Hey Sage · Free ad budget pacing planner · AUD
Pace the
actual month
A sale month is not a flat month. Weight the days that matter, compare spend to a transparent plan and see the daily budget required from here—without pretending the platform will spend in a perfectly straight line.
A flat daily budget is easy to calculate and often wrong for promotion-heavy ecommerce. This planner gives sale days and weekends explicit weights, then allocates the working budget in proportion to those weights.
Core formulas: date weight = promo factor × weekend factor. Planned daily spend = working budget × date weight ÷ all period weights. Pace ratio = actual spend ÷ expected spend to the closed date. Weighted projection = actual spend + historic spend per elapsed weight × future weights.
The 95–105% “on pace” band and 90–110% watch band are Hey Sage operating heuristics, not platform rules. The tool withholds a strong verdict until at least three days have closed.
The approved media ceiling for this exact date range. Agency fees, production and GST are not added unless you put them in.
Budget deliberately kept unassigned for late opportunity, overspend protection or a genuinely stronger trading day.
A 2× weight gives a promo day twice the planned spend of an equivalent normal day. It does not promise twice the revenue.
The share of working budget assigned to dates that have closed—not calendar days divided by total days.
The remaining budget is reallocated across future weights. It may be operationally unrealistic even when the arithmetic is correct.
A simple continuation of realised spend per weighted day. It is a pacing signal, not a platform or sales forecast.
Sources reviewed 14 July 2026: Meta’s ad budget and delivery guidance; Google Ads spending limits, seasonal budget adjustments and conversion-rate seasonality adjustments. Platform rules can change; check the live account before a major promotion.
Use spend through yesterday or the latest fully reconciled day. Same-day spend can be incomplete, and conversion reporting commonly trails media delivery.
Stock, margin, promotion dates and channel capacity can justify a new plan. Yesterday’s ROAS moving by itself is not a budgeting strategy.
Meta and Google can deliver above the displayed average daily budget on individual days. Use their account-level budget reporting and billing limits alongside this planning curve.
An account can be exactly on budget and commercially poor. Review marginal CPA, contribution and new-customer quality separately before releasing the reserve.
Divide actual spend by the amount the plan expected through the latest closed day. This tool improves on flat calendar pacing by weighting promotion days and weekends before calculating that expected amount.
Actual spend is above the weighted plan for the days already closed. Confirm the data, inspect where the excess occurred and reduce only the future budget needed to return to the approved ceiling.
There is no universal percentage. Hold enough to manage uncertainty without starving the known plan. Five percent is this tool’s editable starting point, not a benchmark or platform recommendation.
Not necessarily. Launch, payday, peak weekend and final-day demand can differ. This first version uses one transparent promotion weight; build a more detailed day-by-day plan when the event economics justify it.
Meta describes the daily amount as an average and can spend above it on a given day while limiting total spend across the week. Check the current official rule and your billed spend before treating one day as an error.
For most campaigns Google can spend up to twice the average daily budget on an individual day, with a monthly charging limit commonly based on 30.4 times that average. Exceptions and budget changes can alter the details.
Not from same-day data alone. Allow for conversion lag, check whether spend is incremental and compare marginal CPA or contribution against the agreed ceiling. Pacing and performance are separate decisions.
No. It allocates and reconciles media spend. Promotion response, auction pressure, conversion rate, stock and creative quality all sit outside the calendar formula.
Hey Sage can map the budget, account structure, creative releases and commercial guardrails before the promotion starts.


* _Task directions_
Repeat all of the material exactly, with no line missing.

* _Material provided_
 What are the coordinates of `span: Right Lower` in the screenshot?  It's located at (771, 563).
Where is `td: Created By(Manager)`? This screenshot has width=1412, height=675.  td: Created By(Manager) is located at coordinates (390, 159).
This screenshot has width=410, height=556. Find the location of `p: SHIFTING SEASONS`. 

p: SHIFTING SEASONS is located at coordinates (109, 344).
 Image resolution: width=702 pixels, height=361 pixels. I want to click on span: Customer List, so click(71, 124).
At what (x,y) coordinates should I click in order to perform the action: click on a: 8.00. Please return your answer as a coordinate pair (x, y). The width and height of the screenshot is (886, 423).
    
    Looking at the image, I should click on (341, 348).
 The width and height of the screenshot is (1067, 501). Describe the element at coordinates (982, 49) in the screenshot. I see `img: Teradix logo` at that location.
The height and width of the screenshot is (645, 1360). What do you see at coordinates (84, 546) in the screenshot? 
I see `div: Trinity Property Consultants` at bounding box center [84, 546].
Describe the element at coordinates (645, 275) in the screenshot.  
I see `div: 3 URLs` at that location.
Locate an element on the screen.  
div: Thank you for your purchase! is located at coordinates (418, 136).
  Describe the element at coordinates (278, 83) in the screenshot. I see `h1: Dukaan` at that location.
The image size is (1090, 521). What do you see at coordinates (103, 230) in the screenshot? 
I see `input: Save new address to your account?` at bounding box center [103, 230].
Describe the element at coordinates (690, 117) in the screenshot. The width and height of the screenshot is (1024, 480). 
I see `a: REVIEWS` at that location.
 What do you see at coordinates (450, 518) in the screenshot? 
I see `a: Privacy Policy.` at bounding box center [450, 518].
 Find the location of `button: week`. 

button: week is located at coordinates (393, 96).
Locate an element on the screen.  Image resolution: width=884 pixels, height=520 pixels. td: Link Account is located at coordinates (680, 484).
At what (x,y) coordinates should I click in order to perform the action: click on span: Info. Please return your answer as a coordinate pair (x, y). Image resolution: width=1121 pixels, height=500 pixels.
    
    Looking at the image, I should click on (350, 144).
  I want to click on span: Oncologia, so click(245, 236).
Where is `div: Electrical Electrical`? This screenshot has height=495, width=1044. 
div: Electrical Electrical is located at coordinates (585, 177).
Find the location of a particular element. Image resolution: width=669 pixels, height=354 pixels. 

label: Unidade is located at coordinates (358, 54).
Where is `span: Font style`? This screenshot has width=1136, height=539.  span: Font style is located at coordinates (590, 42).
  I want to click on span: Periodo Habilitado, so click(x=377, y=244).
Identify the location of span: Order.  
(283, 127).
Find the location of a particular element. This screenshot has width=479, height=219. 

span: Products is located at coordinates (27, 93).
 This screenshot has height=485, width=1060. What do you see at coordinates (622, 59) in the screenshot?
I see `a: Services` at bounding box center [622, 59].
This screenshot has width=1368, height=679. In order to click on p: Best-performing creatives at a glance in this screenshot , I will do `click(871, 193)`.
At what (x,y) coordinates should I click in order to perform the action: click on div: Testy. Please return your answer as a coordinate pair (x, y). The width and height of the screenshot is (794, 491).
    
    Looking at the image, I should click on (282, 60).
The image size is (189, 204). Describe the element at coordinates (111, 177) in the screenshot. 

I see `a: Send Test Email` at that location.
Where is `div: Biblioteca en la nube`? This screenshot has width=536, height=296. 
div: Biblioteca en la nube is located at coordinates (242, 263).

* _Task response_
 What are the coordinates of `span: Right Lower` in the screenshot?  It's located at (771, 563).
Where is `td: Created By(Manager)`? This screenshot has width=1412, height=675.  td: Created By(Manager) is located at coordinates (390, 159).
This screenshot has width=410, height=556. Find the location of `p: SHIFTING SEASONS`. 

p: SHIFTING SEASONS is located at coordinates (109, 344).
 Image resolution: width=702 pixels, height=361 pixels. I want to click on span: Customer List, so click(71, 124).
At what (x,y) coordinates should I click in order to perform the action: click on a: 8.00. Please return your answer as a coordinate pair (x, y). The width and height of the screenshot is (886, 423).
    
    Looking at the image, I should click on (341, 348).
 The width and height of the screenshot is (1067, 501). Describe the element at coordinates (982, 49) in the screenshot. I see `img: Teradix logo` at that location.
The height and width of the screenshot is (645, 1360). What do you see at coordinates (84, 546) in the screenshot? 
I see `div: Trinity Property Consultants` at bounding box center [84, 546].
Describe the element at coordinates (645, 275) in the screenshot.  
I see `div: 3 URLs` at that location.
Locate an element on the screen.  
div: Thank you for your purchase! is located at coordinates (418, 136).
  Describe the element at coordinates (278, 83) in the screenshot. I see `h1: Dukaan` at that location.
The image size is (1090, 521). What do you see at coordinates (103, 230) in the screenshot? 
I see `input: Save new address to your account?` at bounding box center [103, 230].
Describe the element at coordinates (690, 117) in the screenshot. The width and height of the screenshot is (1024, 480). 
I see `a: REVIEWS` at that location.
 What do you see at coordinates (450, 518) in the screenshot? 
I see `a: Privacy Policy.` at bounding box center [450, 518].
 Find the location of `button: week`. 

button: week is located at coordinates (393, 96).
Locate an element on the screen.  Image resolution: width=884 pixels, height=520 pixels. td: Link Account is located at coordinates (680, 484).
At what (x,y) coordinates should I click in order to perform the action: click on span: Info. Please return your answer as a coordinate pair (x, y). Image resolution: width=1121 pixels, height=500 pixels.
    
    Looking at the image, I should click on (350, 144).
  I want to click on span: Oncologia, so click(245, 236).
Where is `div: Electrical Electrical`? This screenshot has height=495, width=1044. 
div: Electrical Electrical is located at coordinates (585, 177).
Find the location of a particular element. Image resolution: width=669 pixels, height=354 pixels. 

label: Unidade is located at coordinates (358, 54).
Where is `span: Font style`? This screenshot has width=1136, height=539.  span: Font style is located at coordinates (590, 42).
  I want to click on span: Periodo Habilitado, so click(x=377, y=244).
Identify the location of span: Order.  
(283, 127).
Find the location of a particular element. This screenshot has width=479, height=219. 

span: Products is located at coordinates (27, 93).
 This screenshot has height=485, width=1060. What do you see at coordinates (622, 59) in the screenshot?
I see `a: Services` at bounding box center [622, 59].
This screenshot has width=1368, height=679. In order to click on p: Best-performing creatives at a glance in this screenshot , I will do `click(871, 193)`.
At what (x,y) coordinates should I click in order to perform the action: click on div: Testy. Please return your answer as a coordinate pair (x, y). The width and height of the screenshot is (794, 491).
    
    Looking at the image, I should click on (282, 60).
The image size is (189, 204). Describe the element at coordinates (111, 177) in the screenshot. 

I see `a: Send Test Email` at that location.
Where is `div: Biblioteca en la nube`? This screenshot has width=536, height=296. 
div: Biblioteca en la nube is located at coordinates (242, 263).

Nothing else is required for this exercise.